Security forces shot 54 civilians dead while suppressing the resultant protests, according to the government, and the President who previously questioned the logic of killing by “stray bullets” without identified original targets, in our interview returned to explain what Uganda Law Society at the time called “extra-judicial killings” away as a result of mistakes by panicked security personnel.

“There were some mistakes where people were hit with stray bullets different from the rioters who were shot when they were attacking other people”, he said, “The stray bullets were by security [personnel] who were panicking, but all those are being trained and guided on what to do.”


He said nothing about accountability for the lost lives, a central demand of the Opposition, rights groups and some foreign governments, despite findings of police inquiries exclusively serialised by this newspaper establishing that only 13 of the officially acknowledged 54 civilians shot dead in the November riots had anything to do with the disturbances.


In December 2021, the UPDF First Division Court Martial sentenced L/Cpl Augustine Mugisha and another soldier at the rank of private to life imprisonment for killing a Local Defence Unit member, Hussein Ssegona, and mechanic Grace Walungama in Nansana Municipality, Wakiso District.


Since then, there have been no additional trials of suspected shooters, many allegedly drawn from the army’s elite group.
Asked about local and international concerns over democratic deficit in Uganda and rising rights abuses perpetrated by state security agencies and marked by abductions and disappearances of citizens, President Museveni said “there were arrests and all of the people who were arrested were accounted for”. 

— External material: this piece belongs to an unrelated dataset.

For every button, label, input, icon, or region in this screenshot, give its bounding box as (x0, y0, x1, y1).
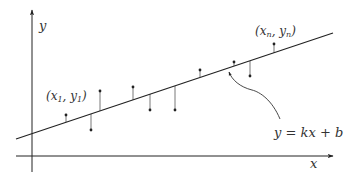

“There were some mistakes [of] mishandling people while they were being arrested, but we corrected those mistakes. We showed the security forces what to do in writing. So, there is nothing that can go wrong and we don’t know and then we don’t correct,” he said.


The Uganda Human Rights Commission, the statutory rights body, is currently investigating claims by NUP that two dozen of its party members are missing after being forcibly taken away by security forces in drones/vans named so for its speed.


The President in the interview said he would like Ugandans to remember him and the ruling party for rescuing country from being a “failed state” when he is gone.